After dinner we set off again for another night sail. Oulu was only 40 miles away now; surely it couldn't take us long to get there. We might as well have stayed at the island, for we had barely cleared the rocky channel that lead back out to sea when the fickle wind faded once more. As the sun glided imperceptibly towards the horizon we sat bobbing on a silent sea. 

The sea had changed complexion again up here in the sun-softened northern summer. We had left Tollesbury on a brown tide, earthy with the suspended silt of the east coast rivers. The North Sea had faded from grey-brown to a sparkling, multi-faceted grey-blue where the fresh combers washed against the Danish coast. Further south in Denmark it became glass-clear, tinged with green, and amongst the southern Finnish islands congealed into pea soup where the algae bloomed. But here, towards the north, as the low sun span slowly along the horizon it turned the water into amber; fossilised sunlight redolent with the smell of pines.

We were completely becalmed for 12 hours. Bizarrely, we could see wind turbines on the coast just a mile or so away that were spinning merrily. But not a breath reached us. 

When, at last, the wind did return we headed for the shallow channel between Hailuoto and the mainland. Hailuoto is a strange place; 5 centuries ago it did not exist. The land is rising fast here - a metre a century - and the low-lying land rarely reaches 5m in height. The channel we sailed through was only 2m deep, so in 60 years Teal will no longer be able to squeeze through, and 140 years after that you will be able to walk dryshod over the sands that our keel was passing over. Real estate on the Finnish coast is a good investment - buy a little rock poking out the sea now, and when you retire it may have grown into a decent sized island. 

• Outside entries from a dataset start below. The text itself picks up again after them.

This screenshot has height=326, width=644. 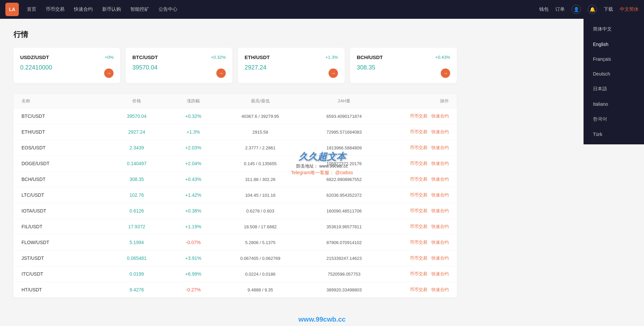 I want to click on cell-highlow-0: 40367.6 / 39279.95, so click(x=260, y=116).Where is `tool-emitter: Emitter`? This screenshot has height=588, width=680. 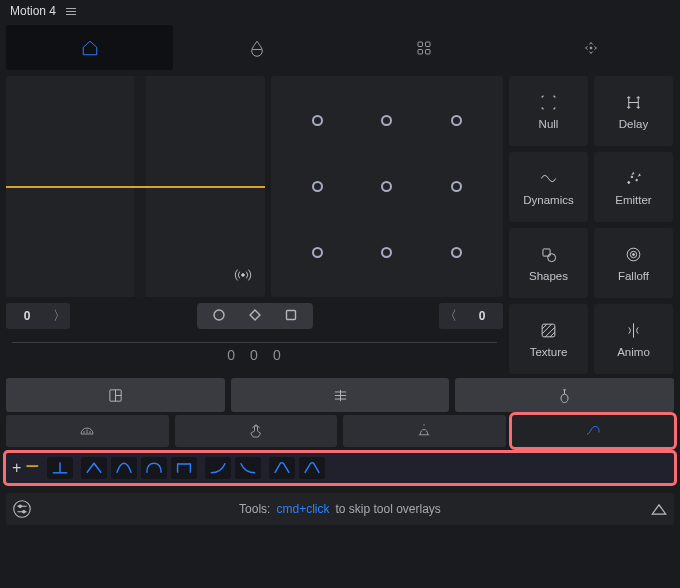 tool-emitter: Emitter is located at coordinates (634, 187).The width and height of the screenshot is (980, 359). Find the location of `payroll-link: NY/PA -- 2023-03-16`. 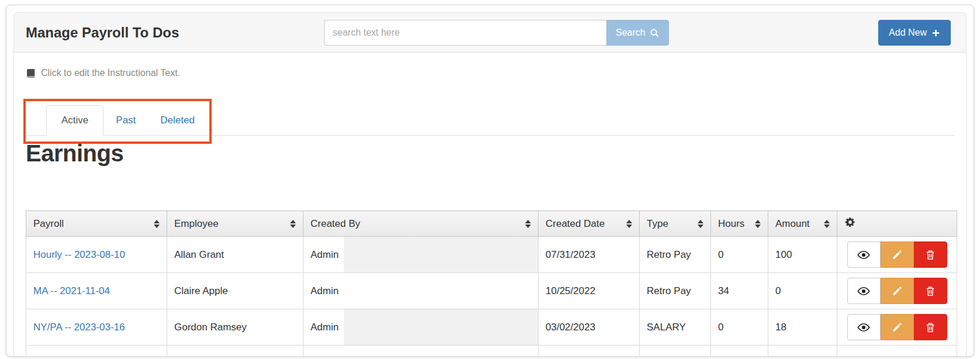

payroll-link: NY/PA -- 2023-03-16 is located at coordinates (80, 327).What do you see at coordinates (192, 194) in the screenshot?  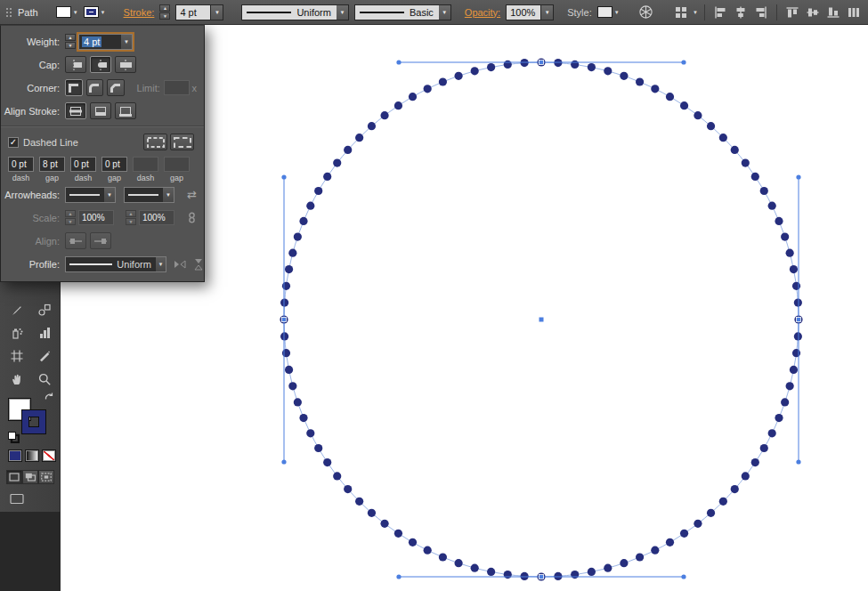 I see `swap-arrowheads-icon: ⇄` at bounding box center [192, 194].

The wind came and went again all that day. We'd make a few miles, then drift for an hour or so. Four miles from Oulu it died once again. I no longer found it frustrating. It was simply the way it was. If the wind blew - great, we could go sailing. If not, sitting in the sun and not doing very much is what passes for holidays for most people anyway. We had good books with us. They were an equally good way of passing the time. We did get the oars out though, and over the next couple of hours rowed most of the way to the port. A zephyr crept up to blow us finally into the mouth of the river, and up the channel to the port in the centre of town.